FOX NEWS RULES IN RURAL AMERICA




          I spent the Thanksgiving holiday weekend in a rural white republican community where Fox News rules the airways 24/7.  There are few minorities living in the area.  There are fewer residents with progressive views.  I found that political or social debate is futile when an individual’s news media input consistently reinforces his or her view of the world.  Even the business and human interest reporting on Fox News seems to be devoted to Obama baiting.  I quickly learned that discussing family, weather and sports were the safe topics to avoid controversy.
          No one at this extended family gathering could find empathy for a muscular young black teenager with a chip on his shoulder who was killed after a police stop for stealing cigars.  The fact that he was unarmed and shot 6 times did not seem to matter.  It was simply impossible for this crowd to place themselves in the shoes of African Americans, where the historical experience with white police officers is quite different from their own.  It was beyond the pale for them to consider, under similar circumstances, whether a pretty young white teenage girl with a chip on her shoulder, who was stopped for shoplifting, would have ended up dead.
          There was even less attempt to understand why a poor minority community would burn and loot its own neighborhood following the grand jury verdict in Ferguson.  Fox News consistently ran a conspiracy story over the Thanksgiving weekend, that the White House had commanded the Missouri National Guard to stand down, insuring that the destruction would take place.  Another constant news story was that well known civil rights leaders had entered the fray and encouraged the violence. 
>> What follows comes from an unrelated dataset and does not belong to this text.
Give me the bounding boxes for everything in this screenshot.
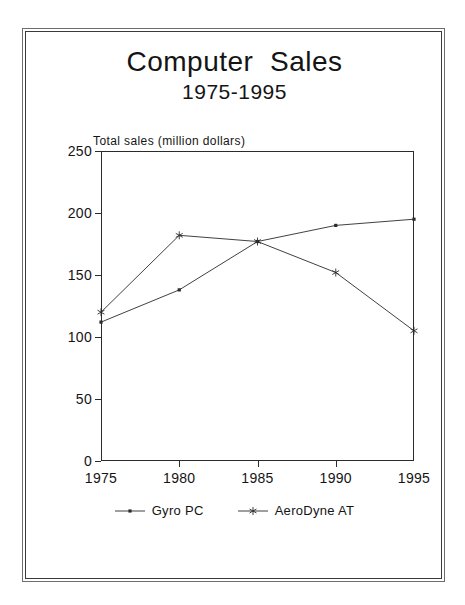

          Apart from these rather ridiculous opinions, presented as facts, there was no attempt at role reversal or to understand how members of this poor black community could express their anger and rage over what was perceived as an unfair and biased application of justice.  No one at the dinner table was thankful that the aggrieved did not exercise vigilante justice as the white community has so often practiced in the past, when the legal system has not matched its expectations concerning black defendants.
          Colin Powell has stated that despite all of our progress on race relations: “a dark vein of intolerance” prevails in America.  Intolerance or the: “unwillingness to accept views, beliefs, or behavior that differ from one's own”, is not as destructive as overt racism, but it is close and certainly a byproduct of times gone by.  I am not advocating shoplifting, disobeying the police or looting.  I am suggesting that more tolerance by those in authority can avoid a crisis in the first place and help a community heal, after the fact.  This is the message that President Obama delivered immediately after the Ferguson Grand Jury decision.
          The proven solution to intolerance is diversity.  When homogeneous communities diversify, different views are incorporated into the community and the whole is richer than its parts.  Anyone who has spent time in NYC or Toronto knows what I mean.  When communities of color diversify the local justice system, everyone benefits from perceptions of understanding and fairness.  In regard to Ferguson, there is no question that poor urban communities need policing.  However the police force must be diversified to include black officers with its members living in the community and being sensitive to the needs and views of their neighbors.
          Unfortunately, rural America will remain white, protestant and conservative with no desire to diversify and little tolerance for what goes on outside its boundaries.  Fox News is the perfect media source to encourage the lack of diversity and to perpetuate the intolerance.   Sometimes it takes a Thanksgiving weekend to remind me that while the wide open country is a beautiful place to visit, I would never want to live there.